What we do and what we say matters, the reading tells us. Our words and actions change people’s lives - for better or for worse - in ways we may never be aware of. We have more power than we think. We can bind people, tying them up in knots of resentment and anger, constantly going over old hurts. Or we can loose them from those bonds, recognising the hurt they have caused, but letting them, and ourselves, move on to new things. They might change and grow; they might not, but we have set them free to live their own lives, and that sets us free in the process. It’s not easy. It’s not simple. That’s why we need God’s help, which is just what the end of the reading promises.  

 

Where two or three are gathered in my name, I am there among them, says Jesus.

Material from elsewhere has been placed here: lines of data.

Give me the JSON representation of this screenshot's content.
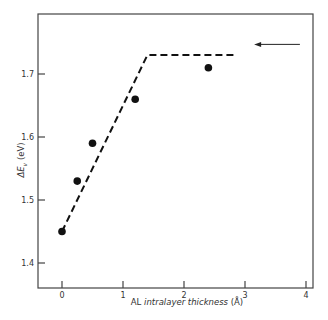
{
  "chart_data": {
    "type": "scatter",
    "title": "",
    "xlabel": "AL intralayer thickness (Å)",
    "xlabel_parts": {
      "prefix": "AL ",
      "italic": "intralayer thickness",
      "suffix": " (Å)"
    },
    "ylabel": "ΔE_v (eV)",
    "ylabel_parts": {
      "delta": "ΔE",
      "sub": "v",
      "unit": " (eV)"
    },
    "xlim": [
      -0.4,
      4.15
    ],
    "ylim": [
      1.36,
      1.78
    ],
    "x_ticks": [
      0,
      1,
      2,
      3,
      4
    ],
    "x_tick_labels": [
      "0",
      "1",
      "2",
      "3",
      "4"
    ],
    "y_ticks": [
      1.4,
      1.5,
      1.6,
      1.7
    ],
    "y_tick_labels": [
      "1.4",
      "1.5",
      "1.6",
      "1.7"
    ],
    "grid": false,
    "series": [
      {
        "name": "measured",
        "style": "filled-circle",
        "x": [
          0.0,
          0.25,
          0.5,
          1.2,
          2.4
        ],
        "y": [
          1.45,
          1.53,
          1.59,
          1.66,
          1.71
        ]
      },
      {
        "name": "model",
        "style": "dashed-line",
        "x": [
          0.0,
          1.4,
          2.85
        ],
        "y": [
          1.45,
          1.73,
          1.73
        ]
      }
    ],
    "annotations": [
      {
        "type": "arrow",
        "direction": "left",
        "x_from": 3.9,
        "x_to": 3.15,
        "y": 1.747
      }
    ]
  }
}
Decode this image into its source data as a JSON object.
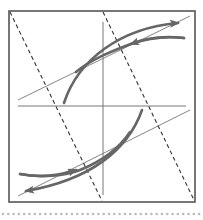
{
  "diagram": {
    "kind": "hysteresis-loop-construction",
    "colors": {
      "frame": "#555555",
      "axes": "#777777",
      "thin_lines": "#777777",
      "dashed_lines": "#333333",
      "curves": "#666666",
      "dots": "#bbbbbb",
      "background": "#ffffff"
    },
    "frame": {
      "x": 9,
      "y": 11,
      "w": 186,
      "h": 191
    },
    "axes": {
      "horizontal": {
        "x1": 18,
        "y1": 106,
        "x2": 186,
        "y2": 106
      },
      "vertical": {
        "x1": 103,
        "y1": 22,
        "x2": 103,
        "y2": 195
      }
    },
    "thin_lines": [
      {
        "x1": 18,
        "y1": 100,
        "x2": 190,
        "y2": 16
      },
      {
        "x1": 18,
        "y1": 196,
        "x2": 190,
        "y2": 110
      }
    ],
    "dashed_lines": [
      {
        "x1": 10,
        "y1": 12,
        "x2": 102,
        "y2": 201
      },
      {
        "x1": 103,
        "y1": 12,
        "x2": 194,
        "y2": 200
      }
    ],
    "curves": [
      {
        "d": "M 64 103 C 78 60, 120 28, 178 23",
        "arrow_at": "end"
      },
      {
        "d": "M 184 38 C 160 35, 140 40, 128 45 C 110 52, 90 60, 76 72",
        "arrow_at": "none"
      },
      {
        "d": "M 184 38 C 165 36, 148 38, 131 44",
        "arrow_at": "end"
      },
      {
        "d": "M 142 110 C 128 150, 90 180, 26 191",
        "arrow_at": "end"
      },
      {
        "d": "M 20 174 C 40 178, 65 176, 80 170 C 100 162, 118 150, 130 132",
        "arrow_at": "none"
      },
      {
        "d": "M 20 174 C 40 178, 58 176, 76 170",
        "arrow_at": "end"
      }
    ],
    "dots": {
      "y": 214,
      "x_start": 3,
      "x_end": 200,
      "spacing": 5.3,
      "r": 1.3
    }
  }
}
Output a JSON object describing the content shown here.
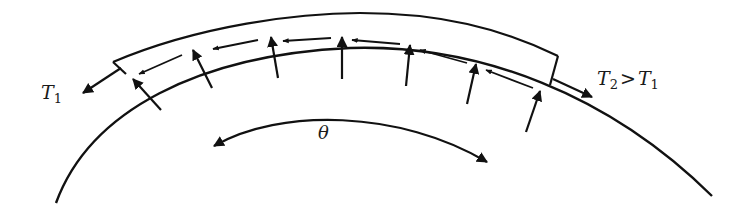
{
  "diagram": {
    "type": "belt-friction",
    "colors": {
      "line": "#111111",
      "background": "#ffffff"
    },
    "labels": {
      "t1": {
        "symbol": "T",
        "subscript": "1"
      },
      "t2": {
        "symbol": "T",
        "subscript": "2",
        "relation": ">",
        "rhs_symbol": "T",
        "rhs_subscript": "1"
      },
      "theta": "θ"
    },
    "normal_force_count": 8,
    "friction_arrow_count": 8
  }
}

Those words are often used in the context of worship – God is there even if there aren’t many people – but it takes on a different meaning altogether when we read it in this context. Jesus isn’t just present where two or three are praying together in peace and harmony; he is also there when two or three are fighting like cats and dogs, struggling to come to some agreement. He is present to help us see through our differences to the image of God in each of us.

 

Owe no one anything, except to love. Love isn’t a contract; it’s a limitless gift, given to us by God. He is like a father, who welcomes back the prodigal son who has wasted the money he’s been given, with generosity that seemed ridiculous to those around him, and no guarantee that the son won’t go and do the same all over again. He is like a shepherd, who leaves 99 sheep in the wilderness to look for the one that is lost, or a woman who throws a party for her friends when she finds the coin she’s lost, even though the party probably cost as much as the coin was worth. The Gospels tell us that unlike  money, time and energy, there’s no danger that the love of God will run out, and this is the love that is his gift to us. We don’t need to ration it. It grows in the giving, so we can share it generously with anyone who needs it, and if we do so, we will find that there is always more than we can ask or imagine still to draw on.